Meals for Medicare Advantage beneficiaries cut mortality, improve outcomes: study

Medicare Advantage (MA) beneficiaries given home-delivered meals in the four weeks after being discharged from a hospital were not only less likely to be readmitted within 30 days, they were also less likely to die, according to a study in JAMA Health Forum.

The 2018 Chronic Care Act gave MA plans greater leverage to address the social determinants of healthcare. In addition to giving insurers an impetus for launching dietary programs, the act also covers transportation for beneficiaries and other at-home services.

The study states that “nearly three-quarters of MA plans offered meals as a supplemental benefit in 2022, mostly driven by expectations of downstream cost savings based on findings from earlier observational studies of community-based nutrition programs, and desires to maintain market parity in an increasingly competitive MA space.”

Beginning in January 2021, Kaiser Permanente Southern California (KPSC) began offering home-delivered meals to eligible MA enrollees.
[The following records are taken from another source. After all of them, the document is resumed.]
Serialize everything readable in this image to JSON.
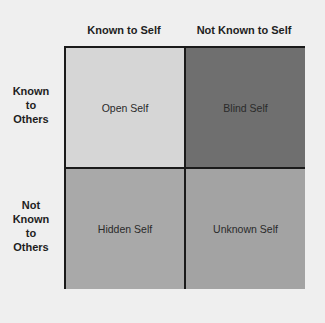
{
  "columns": [
    {
      "label": "Known to Self"
    },
    {
      "label": "Not Known to Self"
    }
  ],
  "rows": [
    {
      "label_lines": [
        "Known",
        "to",
        "Others"
      ]
    },
    {
      "label_lines": [
        "Not",
        "Known",
        "to",
        "Others"
      ]
    }
  ],
  "quadrants": [
    {
      "label": "Open Self",
      "color": "#d6d6d6"
    },
    {
      "label": "Blind Self",
      "color": "#6f6f6f"
    },
    {
      "label": "Hidden Self",
      "color": "#a9a9a9"
    },
    {
      "label": "Unknown Self",
      "color": "#a3a3a3"
    }
  ]
}
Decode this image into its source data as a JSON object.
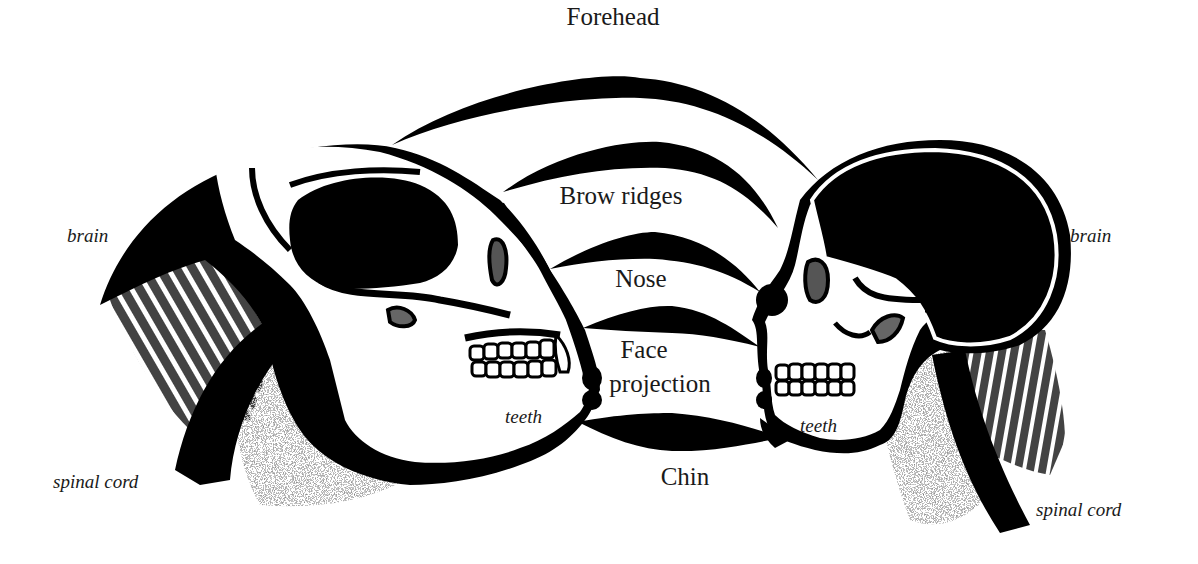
{
  "figure": {
    "colors": {
      "ink": "#000000",
      "paper": "#ffffff",
      "text": "#1a1a1a",
      "stipple": "#3a3a3a"
    }
  },
  "comparison_labels": {
    "forehead": "Forehead",
    "brow_ridges": "Brow ridges",
    "nose": "Nose",
    "face_projection_line1": "Face",
    "face_projection_line2": "projection",
    "chin": "Chin"
  },
  "left_skull": {
    "name": "ape",
    "brain": "brain",
    "teeth": "teeth",
    "spinal_cord": "spinal cord"
  },
  "right_skull": {
    "name": "human",
    "brain": "brain",
    "teeth": "teeth",
    "spinal_cord": "spinal cord"
  }
}
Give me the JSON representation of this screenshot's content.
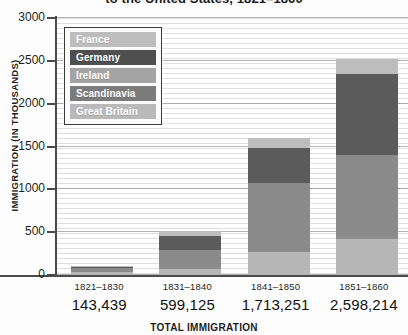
{
  "chart_data": {
    "type": "bar",
    "stacked": true,
    "title": "to the United States, 1821–1860",
    "title_note": "Chart title is cropped at the top edge of the screenshot; only the second line is visible.",
    "xlabel": "TOTAL IMMIGRATION",
    "ylabel": "IMMIGRATION (IN THOUSANDS)",
    "ylim": [
      0,
      3000
    ],
    "yticks": [
      0,
      500,
      1000,
      1500,
      2000,
      2500,
      3000
    ],
    "ytick_labels": [
      "0",
      "500",
      "1000",
      "1500",
      "2000",
      "2500",
      "3000"
    ],
    "grid": true,
    "legend_position": "upper-left-inside",
    "categories": [
      "1821–1830",
      "1831–1840",
      "1841–1850",
      "1851–1860"
    ],
    "totals_label": [
      "143,439",
      "599,125",
      "1,713,251",
      "2,598,214"
    ],
    "totals": [
      143439,
      599125,
      1713251,
      2598214
    ],
    "series": [
      {
        "name": "Great Britain",
        "color": "#b6b6b6",
        "values": [
          30,
          75,
          265,
          425
        ]
      },
      {
        "name": "Scandinavia",
        "color": "#8f8f8f",
        "values": [
          0,
          10,
          20,
          25
        ]
      },
      {
        "name": "Ireland",
        "color": "#8a8a8a",
        "values": [
          55,
          210,
          785,
          950
        ]
      },
      {
        "name": "Germany",
        "color": "#5b5b5b",
        "values": [
          10,
          160,
          410,
          950
        ]
      },
      {
        "name": "France",
        "color": "#bdbdbd",
        "values": [
          10,
          55,
          125,
          175
        ]
      }
    ],
    "series_order_bottom_to_top": [
      "Great Britain",
      "Scandinavia",
      "Ireland",
      "Germany",
      "France"
    ]
  },
  "legend": {
    "items": [
      {
        "label": "France",
        "color": "#bdbdbd"
      },
      {
        "label": "Germany",
        "color": "#4f4f4f"
      },
      {
        "label": "Ireland",
        "color": "#a4a4a4"
      },
      {
        "label": "Scandinavia",
        "color": "#7b7b7b"
      },
      {
        "label": "Great Britain",
        "color": "#b9b9b9"
      }
    ]
  },
  "colors": {
    "axis": "#4a4a4a",
    "gridline": "#9a9a9a",
    "text": "#1d1d1d",
    "background": "#ffffff"
  }
}
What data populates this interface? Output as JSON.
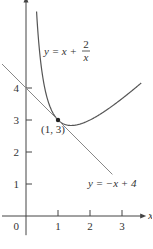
{
  "chart_data": {
    "type": "line",
    "title": "",
    "xlabel": "x",
    "ylabel": "y",
    "xlim": [
      -0.75,
      3.6
    ],
    "ylim": [
      -0.6,
      6.7
    ],
    "x_ticks": [
      1,
      2,
      3
    ],
    "x_tick_labels": [
      "1",
      "2",
      "3"
    ],
    "y_ticks": [
      1,
      2,
      3,
      4
    ],
    "y_tick_labels": [
      "1",
      "2",
      "3",
      "4"
    ],
    "origin_label": "0",
    "grid": false,
    "series": [
      {
        "name": "curve",
        "equation": "y = x + 2/x",
        "label_main": "y = x + ",
        "label_num": "2",
        "label_den": "x",
        "x_range": [
          0.33,
          3.6
        ],
        "color": "#555555"
      },
      {
        "name": "tangent",
        "equation": "y = -x + 4",
        "label": "y = −x + 4",
        "x_range": [
          -0.75,
          2.7
        ],
        "color": "#888888"
      }
    ],
    "annotations": [
      {
        "text": "(1, 3)",
        "x": 1,
        "y": 3,
        "point": true
      }
    ]
  }
}
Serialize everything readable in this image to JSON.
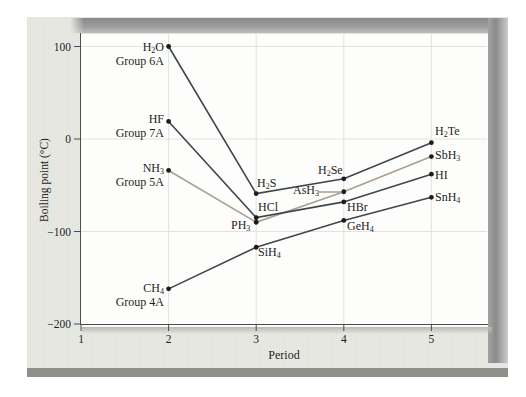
{
  "figure": {
    "background": "#ffffff",
    "panel_color": "#e8e8e3",
    "frame_bar_color": "#8f908b",
    "y_axis_title": "Boiling point (°C)",
    "x_axis_title": "Period"
  },
  "chart_data": {
    "type": "line",
    "title": "",
    "xlabel": "Period",
    "ylabel": "Boiling point (°C)",
    "xlim": [
      1,
      5.65
    ],
    "ylim": [
      -210,
      115
    ],
    "grid": true,
    "x_ticks": [
      1,
      2,
      3,
      4,
      5
    ],
    "x_tick_labels": [
      "1",
      "2",
      "3",
      "4",
      "5"
    ],
    "y_ticks": [
      100,
      0,
      -100,
      -200
    ],
    "y_tick_labels": [
      "100",
      "0",
      "−100",
      "−200"
    ],
    "grid_color": "#e3e2dc",
    "axis_color": "#4d4d4d",
    "point_color": "#1c1c1c",
    "series": [
      {
        "name": "Group 6A hydrides",
        "color": "#3f4650",
        "points": [
          [
            "H2O",
            2,
            100
          ],
          [
            "H2S",
            3,
            -59
          ],
          [
            "H2Se",
            4,
            -43
          ],
          [
            "H2Te",
            5,
            -4
          ]
        ]
      },
      {
        "name": "Group 7A hydrides",
        "color": "#3f4650",
        "points": [
          [
            "HF",
            2,
            19
          ],
          [
            "HCl",
            3,
            -85
          ],
          [
            "HBr",
            4,
            -68
          ],
          [
            "HI",
            5,
            -38
          ]
        ]
      },
      {
        "name": "Group 5A hydrides",
        "color": "#ab9f94",
        "points": [
          [
            "NH3",
            2,
            -34
          ],
          [
            "PH3",
            3,
            -90
          ],
          [
            "AsH3",
            4,
            -57
          ],
          [
            "SbH3",
            5,
            -19
          ]
        ]
      },
      {
        "name": "Group 4A hydrides",
        "color": "#3f4650",
        "points": [
          [
            "CH4",
            2,
            -162
          ],
          [
            "SiH4",
            3,
            -117
          ],
          [
            "GeH4",
            4,
            -88
          ],
          [
            "SnH4",
            5,
            -63
          ]
        ]
      }
    ]
  },
  "annotations": {
    "labels": [
      {
        "text": "H2O",
        "formula": true,
        "x": 164,
        "y": 41,
        "align": "right"
      },
      {
        "text": "Group 6A",
        "formula": false,
        "x": 164,
        "y": 55,
        "align": "right"
      },
      {
        "text": "HF",
        "formula": true,
        "x": 164,
        "y": 113,
        "align": "right"
      },
      {
        "text": "Group 7A",
        "formula": false,
        "x": 164,
        "y": 127,
        "align": "right"
      },
      {
        "text": "NH3",
        "formula": true,
        "x": 164,
        "y": 162,
        "align": "right"
      },
      {
        "text": "Group 5A",
        "formula": false,
        "x": 164,
        "y": 176,
        "align": "right"
      },
      {
        "text": "CH4",
        "formula": true,
        "x": 164,
        "y": 282,
        "align": "right"
      },
      {
        "text": "Group 4A",
        "formula": false,
        "x": 164,
        "y": 296,
        "align": "right"
      },
      {
        "text": "H2S",
        "formula": true,
        "x": 257,
        "y": 177,
        "align": "left"
      },
      {
        "text": "HCl",
        "formula": true,
        "x": 258,
        "y": 201,
        "align": "left"
      },
      {
        "text": "PH3",
        "formula": true,
        "x": 231,
        "y": 219,
        "align": "left"
      },
      {
        "text": "SiH4",
        "formula": true,
        "x": 258,
        "y": 246,
        "align": "left"
      },
      {
        "text": "H2Se",
        "formula": true,
        "x": 318,
        "y": 164,
        "align": "left"
      },
      {
        "text": "AsH3",
        "formula": true,
        "x": 293,
        "y": 184,
        "align": "left"
      },
      {
        "text": "HBr",
        "formula": true,
        "x": 347,
        "y": 201,
        "align": "left"
      },
      {
        "text": "GeH4",
        "formula": true,
        "x": 347,
        "y": 220,
        "align": "left"
      },
      {
        "text": "H2Te",
        "formula": true,
        "x": 435,
        "y": 125,
        "align": "left"
      },
      {
        "text": "SbH3",
        "formula": true,
        "x": 435,
        "y": 149,
        "align": "left"
      },
      {
        "text": "HI",
        "formula": true,
        "x": 435,
        "y": 169,
        "align": "left"
      },
      {
        "text": "SnH4",
        "formula": true,
        "x": 435,
        "y": 191,
        "align": "left"
      }
    ],
    "leader_line": {
      "x1": 319,
      "y1": 192,
      "x2": 341,
      "y2": 192,
      "color": "#707070"
    }
  }
}
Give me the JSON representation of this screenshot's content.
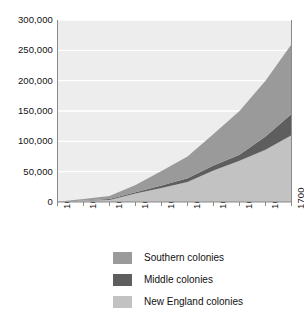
{
  "chart_data": {
    "type": "area",
    "stacked": true,
    "title": "",
    "subtitle": "",
    "xlabel": "",
    "ylabel": "",
    "x": [
      1610,
      1620,
      1630,
      1640,
      1650,
      1660,
      1670,
      1680,
      1690,
      1700
    ],
    "categories": [
      "1610",
      "1620",
      "1630",
      "1640",
      "1650",
      "1660",
      "1670",
      "1680",
      "1690",
      "1700"
    ],
    "xlim": [
      1610,
      1700
    ],
    "ylim": [
      0,
      300000
    ],
    "yticks": [
      0,
      50000,
      100000,
      150000,
      200000,
      250000,
      300000
    ],
    "ytick_labels": [
      "0",
      "50,000",
      "100,000",
      "150,000",
      "200,000",
      "250,000",
      "300,000"
    ],
    "grid": true,
    "grid_color": "#ffffff",
    "plot_background": "#ededed",
    "legend_position": "bottom",
    "series": [
      {
        "name": "New England colonies",
        "color": "#c2c2c2",
        "order": 1,
        "values": [
          0,
          2000,
          3500,
          14000,
          23000,
          33000,
          52000,
          68000,
          86000,
          110000
        ]
      },
      {
        "name": "Middle colonies",
        "color": "#5e5e5e",
        "order": 2,
        "values": [
          0,
          500,
          1500,
          2000,
          4000,
          6000,
          8000,
          10000,
          22000,
          35000
        ]
      },
      {
        "name": "Southern colonies",
        "color": "#9a9a9a",
        "order": 3,
        "values": [
          350,
          2500,
          5000,
          12000,
          24000,
          36000,
          52000,
          72000,
          92000,
          115000
        ]
      }
    ],
    "cumulative_totals": [
      350,
      5000,
      10000,
      28000,
      51000,
      75000,
      112000,
      150000,
      200000,
      260000
    ]
  },
  "axis": {
    "y_tick_labels": [
      "300,000",
      "250,000",
      "200,000",
      "150,000",
      "100,000",
      "50,000",
      "0"
    ],
    "x_tick_labels": [
      "1610",
      "1620",
      "1630",
      "1640",
      "1650",
      "1660",
      "1670",
      "1680",
      "1690",
      "1700"
    ]
  },
  "legend": {
    "items": [
      {
        "label": "Southern colonies",
        "color": "#9a9a9a"
      },
      {
        "label": "Middle colonies",
        "color": "#5e5e5e"
      },
      {
        "label": "New England colonies",
        "color": "#c2c2c2"
      }
    ]
  }
}
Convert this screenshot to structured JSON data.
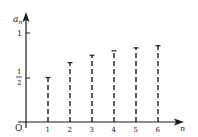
{
  "chart_data": {
    "type": "scatter",
    "style": "stem plot with dashed vertical lines and T-shaped caps",
    "title": "",
    "xlabel": "n",
    "ylabel": "a_n",
    "origin_label": "O",
    "x": [
      1,
      2,
      3,
      4,
      5,
      6
    ],
    "values": [
      0.5,
      0.667,
      0.75,
      0.8,
      0.833,
      0.857
    ],
    "x_tick_labels": [
      "1",
      "2",
      "3",
      "4",
      "5",
      "6"
    ],
    "y_ticks": [
      {
        "value": 0.5,
        "label": "1/2"
      },
      {
        "value": 1,
        "label": "1"
      }
    ],
    "xlim": [
      0,
      7
    ],
    "ylim": [
      0,
      1.15
    ],
    "grid": false,
    "legend": null
  },
  "labels": {
    "x_axis": "n",
    "y_axis_main": "a",
    "y_axis_sub": "n",
    "origin": "O",
    "y_one": "1",
    "y_half_num": "1",
    "y_half_den": "2"
  },
  "colors": {
    "ink": "#1a1a1a",
    "background": "#ffffff"
  }
}
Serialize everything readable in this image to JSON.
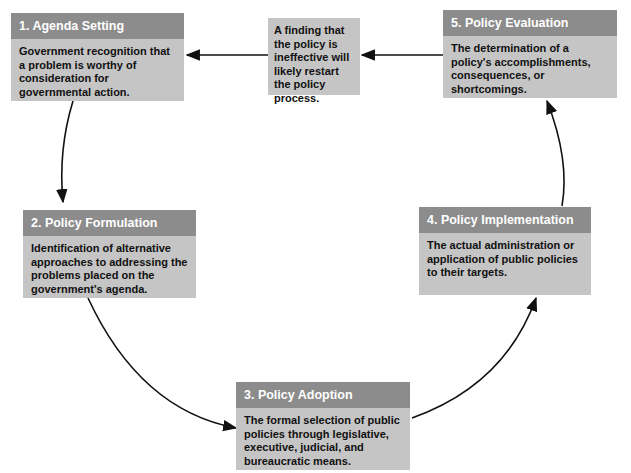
{
  "diagram": {
    "colors": {
      "header": "#8c8c8c",
      "body": "#c5c5c5",
      "arrow": "#111111"
    },
    "stages": [
      {
        "label": "1. Agenda Setting",
        "description": "Government recognition that a problem is worthy of consideration for governmental action."
      },
      {
        "label": "2. Policy Formulation",
        "description": "Identification of alternative approaches to addressing the problems placed on the government's agenda."
      },
      {
        "label": "3. Policy Adoption",
        "description": "The formal selection of public policies through legislative, executive, judicial, and bureaucratic means."
      },
      {
        "label": "4. Policy Implementation",
        "description": "The actual administration or application of public policies to their targets."
      },
      {
        "label": "5. Policy Evaluation",
        "description": "The determination of a policy's accomplishments, consequences, or shortcomings."
      }
    ],
    "feedback_note": "A finding that the policy is ineffective will likely restart the policy process.",
    "edges": [
      {
        "from": "1. Agenda Setting",
        "to": "2. Policy Formulation"
      },
      {
        "from": "2. Policy Formulation",
        "to": "3. Policy Adoption"
      },
      {
        "from": "3. Policy Adoption",
        "to": "4. Policy Implementation"
      },
      {
        "from": "4. Policy Implementation",
        "to": "5. Policy Evaluation"
      },
      {
        "from": "5. Policy Evaluation",
        "to": "feedback note"
      },
      {
        "from": "feedback note",
        "to": "1. Agenda Setting"
      }
    ]
  }
}
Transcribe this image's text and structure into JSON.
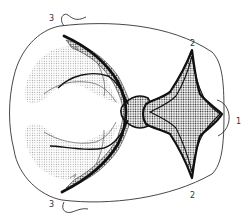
{
  "diagram": {
    "type": "anatomical-line-drawing",
    "colors": {
      "outline": "#333333",
      "heavy_line": "#111111",
      "stipple_dark": "#222222",
      "stipple_light": "#9a9a9a",
      "background": "#ffffff"
    },
    "labels": [
      {
        "id": "label-1",
        "text": "1",
        "x": 236,
        "y": 124
      },
      {
        "id": "label-2-top",
        "text": "2",
        "x": 190,
        "y": 46
      },
      {
        "id": "label-2-bottom",
        "text": "2",
        "x": 190,
        "y": 198
      },
      {
        "id": "label-3-top",
        "text": "3",
        "x": 49,
        "y": 21
      },
      {
        "id": "label-3-bottom",
        "text": "3",
        "x": 49,
        "y": 207
      }
    ],
    "regions": [
      {
        "id": "star-region",
        "description": "four-pointed star shaped densely stippled region with thick outline, points toward labels 1 and 2"
      },
      {
        "id": "central-junction",
        "description": "small stippled connecting region between left arcs and star"
      },
      {
        "id": "left-upper-fan",
        "description": "lightly stippled fan region, upper left"
      },
      {
        "id": "left-lower-fan",
        "description": "lightly stippled fan region, lower left"
      }
    ],
    "lines": [
      {
        "id": "heavy-arc",
        "description": "thick curved line from upper-left tip near label 3 to lower-left tip near label 3"
      },
      {
        "id": "inner-arc-upper",
        "description": "thinner branching arc in upper left"
      },
      {
        "id": "inner-arc-lower",
        "description": "thinner branching arc in lower left"
      },
      {
        "id": "outer-outline",
        "description": "rounded outline of the overall shape"
      },
      {
        "id": "right-bracket",
        "description": "curved bracket at right edge next to label 1"
      },
      {
        "id": "tab-top",
        "description": "wavy tab at top left next to label 3"
      },
      {
        "id": "tab-bottom",
        "description": "wavy tab at bottom left next to label 3"
      }
    ]
  }
}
The comparative cohort study in JAMA Health Forum examines data from 4,032 KPSC MA enrollees who’d been hospitalized for heart failure and 7,944 who’d been hospitalized for other reasons after they’d been discharged from Jan. 1, 2021, to Jan. 31, 2022. The data come from 15 hospitals in the KPSC network.

Patients received either two or three meals a day depending on whether they were enrolled in an individual or employer group plan, getting either 56 or 84 meals within four weeks of discharge. Individuals could enroll in either one of the plans, but not both.

“For instance, if a patient was hospitalized for [heart failure] and was covered under an employer group plan that had purchased the buy-up benefit, the patient would receive 3 meals per day, whereas another patient hospitalized for [heart failure] and covered under an individual plan would receive 2 meals per day,” the study states.

The most common diagnoses outside of heart failure included respiratory diseases, digestive problems and circulatory issues, the researchers found. Discharges related to heart failure were more likely to need acute care in the prior year compared to other discharges.

The study identified several reasons that eligible patients did not receive meals in the hospital. In some cases, the member could not be contacted, and in others they declined to use the meal benefit or said they already had an option for getting meals, either by cooking it themselves or having family and friends do so.

For people with heart failure, getting the meals significantly lowered the chances of being readmitted within 30 days and of dying compared to individuals who had not signed up for the meal delivery program in 2021 and 2022, but the results were not statistically significant compared to people who did not receive meals in 2019.

On the other hand, for people with other diagnoses, receiving meals significantly lowered the odds of death or rehospitalization within 30 days compared to the patients who did not receive meals in 2019, as well as the no-meals cohort in 2021 and 2022.

The researchers said their findings beg the question concerning how long such meals-at-home programs should last and the number of meals that should go to beneficiaries.

“While this home-delivered meals benefit was intended to be a short-term bridge for patients during a vulnerable period after discharge from the hospital, it was encouraging to see this association persisting into the 60-day period, especially for the non-HF cohort,” the study states. “It is unclear if the more robust outcomes observed in the non-HF vs the HF cohort were due to the larger number of meals (84 vs 56), a reflection of the clinical conditions that are more amenable to nutritional support, or some other factors.”